Is it merely a subjective preference? Was Freud right that my religious
beliefs were a sneaky creation of my subconscious, trying to compensate
for who-knows-what psychological deficiency?
The struggle to
find objective ground for my belief lasted most of a year. I can
completely sympathize with the early Existentialists who wrote about
the "angst" and "nausea" of fearing that the world was meaningless and
unknowable. But two things happened during that year that eventually
brought my crisis to an end: I discovered dead Christian apologists,
and I made friends with a handful of smart, living, Christians (most of
whom lived one floor up from my hedonist friends). On one hand, I
started reading everything I could get my hands on that argued either
for or against Christianity. I read Muslim theologians, rationalist
skeptics, even an English bishop who thought all traditional Christian
doctrine was old-fashioned and ridiculous. But I also discovered
writers like C.S. Lewis, Dostoevsky, and a few others who took all of
my questions and doubts seriously, and had reasons for belief that went
even deeper. To summarize a long journey, I came to realize that my
doubts were themselves based on a lot of unproven assumptions (to
specialists: my religious epistemology was put on trial and found to
be, well, blindly attached to Enlightenment rationalism), and, I came
to believe that it made much more sense to believe in the Jesus of the
New Testament than to reject him. The Christian faith is much more than
an intellectual assent to a list of beliefs, of course, but for me, I
couldn’t go further with Christianity unless I was certain I wasn’t
being hoodwinked. I do not now believe that Christianity is provable by
some criteria of "proof", but I do believe that it is far more
reasonable to be a Christian than not, that Christ is compelling to
those who come to him objectively, and that the Bible itself holds up
very well as historic testimony. I have also become convinced that
knowing and believing in Christ answers some of the most basic human
yearnings, and that doing so does not require turning off one's mind.
The
other factor that year was the group of Christians I met. Most of them
were smart, funny, compassionate, and basically lived as if Jesus
Christ was real and utterly important. It was from them that I learned
much about how to live as a Christian, how to worship, how to explain
Christianity to others, and how live with that mysterious combination
of humility and conviction that Christ asks of his people. They also
encouraged me to lead a dorm Bible-study, which I did, and by the end
of college I began to think that full-time work in some type of
ministry fit my gifts and interests more than working in industry.
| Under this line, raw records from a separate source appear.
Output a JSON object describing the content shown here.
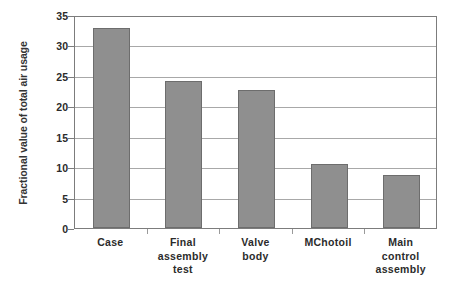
{
  "chart_data": {
    "type": "bar",
    "title": "",
    "xlabel": "",
    "ylabel": "Fractional value of total air usage",
    "categories": [
      "Case",
      "Final assembly test",
      "Valve body",
      "MChotoil",
      "Main control assembly"
    ],
    "category_lines": [
      [
        "Case"
      ],
      [
        "Final",
        "assembly",
        "test"
      ],
      [
        "Valve",
        "body"
      ],
      [
        "MChotoil"
      ],
      [
        "Main",
        "control",
        "assembly"
      ]
    ],
    "values": [
      32.9,
      24.1,
      22.7,
      10.6,
      8.7
    ],
    "ylim": [
      0,
      35
    ],
    "ytick_step": 5,
    "yticks": [
      35,
      30,
      25,
      20,
      15,
      10,
      5,
      0
    ],
    "grid": true,
    "legend": "none",
    "bar_color": "#8f8f8f",
    "bar_border_color": "#6d6d6d",
    "gridline_color": "#a8a8a8",
    "axis_color": "#7c7c7c",
    "text_color": "#2b2b2b",
    "background_color": "#ffffff"
  }
}
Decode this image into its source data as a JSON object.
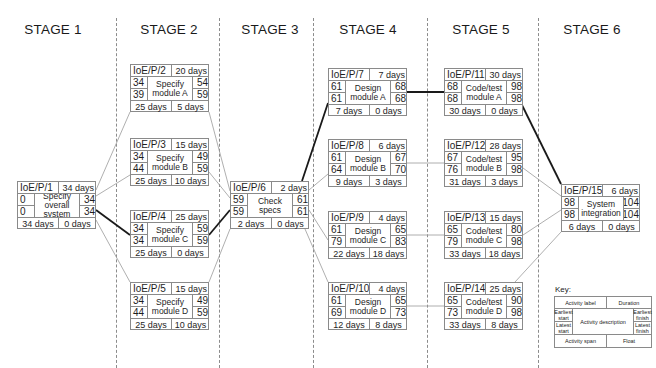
{
  "stages": [
    {
      "label": "STAGE 1"
    },
    {
      "label": "STAGE 2"
    },
    {
      "label": "STAGE 3"
    },
    {
      "label": "STAGE 4"
    },
    {
      "label": "STAGE 5"
    },
    {
      "label": "STAGE 6"
    }
  ],
  "nodes": [
    {
      "id": "IoE/P/1",
      "duration": "34 days",
      "es": "0",
      "ls": "0",
      "ef": "34",
      "lf": "34",
      "description": "Specify overall system",
      "span": "34 days",
      "float": "0 days",
      "stage": 1,
      "critical": true
    },
    {
      "id": "IoE/P/2",
      "duration": "20 days",
      "es": "34",
      "ls": "39",
      "ef": "54",
      "lf": "59",
      "description": "Specify module A",
      "span": "25 days",
      "float": "5 days",
      "stage": 2,
      "critical": false
    },
    {
      "id": "IoE/P/3",
      "duration": "15 days",
      "es": "34",
      "ls": "44",
      "ef": "49",
      "lf": "59",
      "description": "Specify module B",
      "span": "25 days",
      "float": "10 days",
      "stage": 2,
      "critical": false
    },
    {
      "id": "IoE/P/4",
      "duration": "25 days",
      "es": "34",
      "ls": "34",
      "ef": "59",
      "lf": "59",
      "description": "Specify module C",
      "span": "25 days",
      "float": "0 days",
      "stage": 2,
      "critical": true
    },
    {
      "id": "IoE/P/5",
      "duration": "15 days",
      "es": "34",
      "ls": "44",
      "ef": "49",
      "lf": "59",
      "description": "Specify module D",
      "span": "25 days",
      "float": "10 days",
      "stage": 2,
      "critical": false
    },
    {
      "id": "IoE/P/6",
      "duration": "2 days",
      "es": "59",
      "ls": "59",
      "ef": "61",
      "lf": "61",
      "description": "Check specs",
      "span": "2 days",
      "float": "0 days",
      "stage": 3,
      "critical": true
    },
    {
      "id": "IoE/P/7",
      "duration": "7 days",
      "es": "61",
      "ls": "61",
      "ef": "68",
      "lf": "68",
      "description": "Design module A",
      "span": "7 days",
      "float": "0 days",
      "stage": 4,
      "critical": true
    },
    {
      "id": "IoE/P/8",
      "duration": "6 days",
      "es": "61",
      "ls": "64",
      "ef": "67",
      "lf": "70",
      "description": "Design module B",
      "span": "9 days",
      "float": "3 days",
      "stage": 4,
      "critical": false
    },
    {
      "id": "IoE/P/9",
      "duration": "4 days",
      "es": "61",
      "ls": "79",
      "ef": "65",
      "lf": "83",
      "description": "Design module C",
      "span": "22 days",
      "float": "18 days",
      "stage": 4,
      "critical": false
    },
    {
      "id": "IoE/P/10",
      "duration": "4 days",
      "es": "61",
      "ls": "69",
      "ef": "65",
      "lf": "73",
      "description": "Design module D",
      "span": "12 days",
      "float": "8 days",
      "stage": 4,
      "critical": false
    },
    {
      "id": "IoE/P/11",
      "duration": "30 days",
      "es": "68",
      "ls": "68",
      "ef": "98",
      "lf": "98",
      "description": "Code/test module A",
      "span": "30 days",
      "float": "0 days",
      "stage": 5,
      "critical": true
    },
    {
      "id": "IoE/P/12",
      "duration": "28 days",
      "es": "67",
      "ls": "76",
      "ef": "95",
      "lf": "98",
      "description": "Code/test module B",
      "span": "31 days",
      "float": "3 days",
      "stage": 5,
      "critical": false
    },
    {
      "id": "IoE/P/13",
      "duration": "15 days",
      "es": "65",
      "ls": "79",
      "ef": "80",
      "lf": "98",
      "description": "Code/test module C",
      "span": "33 days",
      "float": "18 days",
      "stage": 5,
      "critical": false
    },
    {
      "id": "IoE/P/14",
      "duration": "25 days",
      "es": "65",
      "ls": "73",
      "ef": "90",
      "lf": "98",
      "description": "Code/test module D",
      "span": "33 days",
      "float": "8 days",
      "stage": 5,
      "critical": false
    },
    {
      "id": "IoE/P/15",
      "duration": "6 days",
      "es": "98",
      "ls": "98",
      "ef": "104",
      "lf": "104",
      "description": "System integration",
      "span": "6 days",
      "float": "0 days",
      "stage": 6,
      "critical": true
    }
  ],
  "edges": [
    {
      "from": "IoE/P/1",
      "to": "IoE/P/2",
      "critical": false
    },
    {
      "from": "IoE/P/1",
      "to": "IoE/P/3",
      "critical": false
    },
    {
      "from": "IoE/P/1",
      "to": "IoE/P/4",
      "critical": true
    },
    {
      "from": "IoE/P/1",
      "to": "IoE/P/5",
      "critical": false
    },
    {
      "from": "IoE/P/2",
      "to": "IoE/P/6",
      "critical": false
    },
    {
      "from": "IoE/P/3",
      "to": "IoE/P/6",
      "critical": false
    },
    {
      "from": "IoE/P/4",
      "to": "IoE/P/6",
      "critical": true
    },
    {
      "from": "IoE/P/5",
      "to": "IoE/P/6",
      "critical": false
    },
    {
      "from": "IoE/P/6",
      "to": "IoE/P/7",
      "critical": true
    },
    {
      "from": "IoE/P/6",
      "to": "IoE/P/8",
      "critical": false
    },
    {
      "from": "IoE/P/6",
      "to": "IoE/P/9",
      "critical": false
    },
    {
      "from": "IoE/P/6",
      "to": "IoE/P/10",
      "critical": false
    },
    {
      "from": "IoE/P/7",
      "to": "IoE/P/11",
      "critical": true
    },
    {
      "from": "IoE/P/8",
      "to": "IoE/P/12",
      "critical": false
    },
    {
      "from": "IoE/P/9",
      "to": "IoE/P/13",
      "critical": false
    },
    {
      "from": "IoE/P/10",
      "to": "IoE/P/14",
      "critical": false
    },
    {
      "from": "IoE/P/11",
      "to": "IoE/P/15",
      "critical": true
    },
    {
      "from": "IoE/P/12",
      "to": "IoE/P/15",
      "critical": false
    },
    {
      "from": "IoE/P/13",
      "to": "IoE/P/15",
      "critical": false
    },
    {
      "from": "IoE/P/14",
      "to": "IoE/P/15",
      "critical": false
    }
  ],
  "key": {
    "title": "Key:",
    "activity_label": "Activity label",
    "duration": "Duration",
    "earliest_start": "Earliest start",
    "latest_start": "Latest start",
    "activity_description": "Activity description",
    "earliest_finish": "Earliest finish",
    "latest_finish": "Latest finish",
    "activity_span": "Activity span",
    "float": "Float"
  },
  "colors": {
    "critical_line": "#1a1a1a",
    "normal_line": "#9a9a9a",
    "box_border": "#8a8a8a",
    "divider": "#8c8c8c"
  }
}
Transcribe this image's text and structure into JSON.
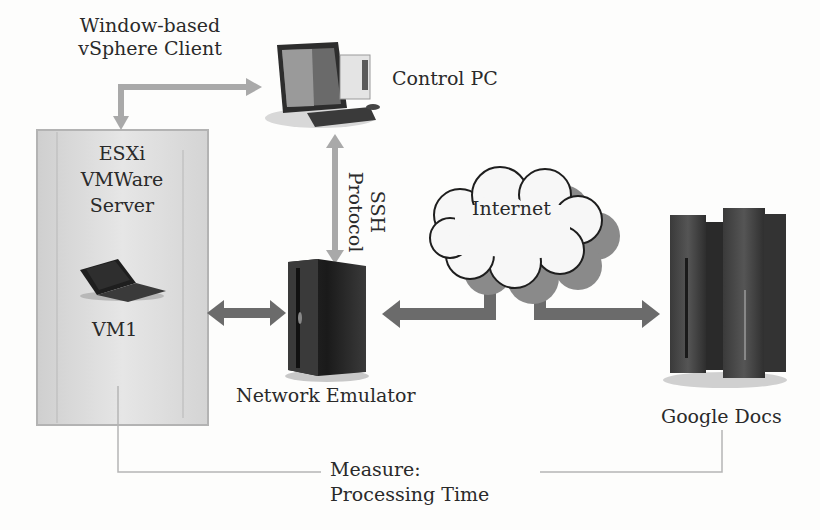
{
  "diagram": {
    "nodes": {
      "vsphere_client": {
        "line1": "Window-based",
        "line2": "vSphere Client"
      },
      "control_pc": {
        "label": "Control PC"
      },
      "esxi_server": {
        "line1": "ESXi",
        "line2": "VMWare",
        "line3": "Server"
      },
      "vm1": {
        "label": "VM1"
      },
      "network_emulator": {
        "label": "Network Emulator"
      },
      "internet": {
        "label": "Internet"
      },
      "google_docs": {
        "label": "Google Docs"
      }
    },
    "edges": {
      "ssh": {
        "line1": "SSH",
        "line2": "Protocol"
      },
      "measure": {
        "line1": "Measure:",
        "line2": "Processing Time"
      }
    },
    "colors": {
      "light_arrow": "#a9a9a9",
      "dark_arrow": "#6b6b6b",
      "server_box": "#dcdcdc",
      "cloud_shadow": "#8a8a8a",
      "cloud_fill": "#f7f7f7"
    }
  }
}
After graduation, I packed the car and drove to Boston where I spent
the next several years at Gordon-Conwell Theological Seminary, and
eventually (skipping way ahead) finished doctoral work at the
University of Bristol (UK) in historical theology. If college was about
becoming gripped and convinced of basic Christianity, seminary and grad
school was about going deep into theology and biblical studies (which I
decided I'd better do before inflicting anyone with lectures or
sermons!) With some trepidation I accepted an invitation to plant a
church in San Luis Obispo. Trinity Presbyterian Church had its first
worship service in summer of 1995. My main work, since then, has been
as a pastor. In a part-time way I’ve also kept up with academics - I've
had the pleasure lecturing in Religious Studies and Cal Poly and in the
Philosophy department of Cuesta College, and I am also an adjunct
professor for a local extension of Fuller Theological Seminary.
More
importantly, along the way I met and married Sally, a
Southerner-without-an-accent, and we now have two children and live
near downtown San Luis Obispo. Sally can explain to you the ideals of "New Urbanism" and why everyone should do as we did by moving to the
town core, but I will just tell you than waking up to the smell of
bacon from the nearby diner and getting to walk to church, my office,
and scones, has a utopian ring to it.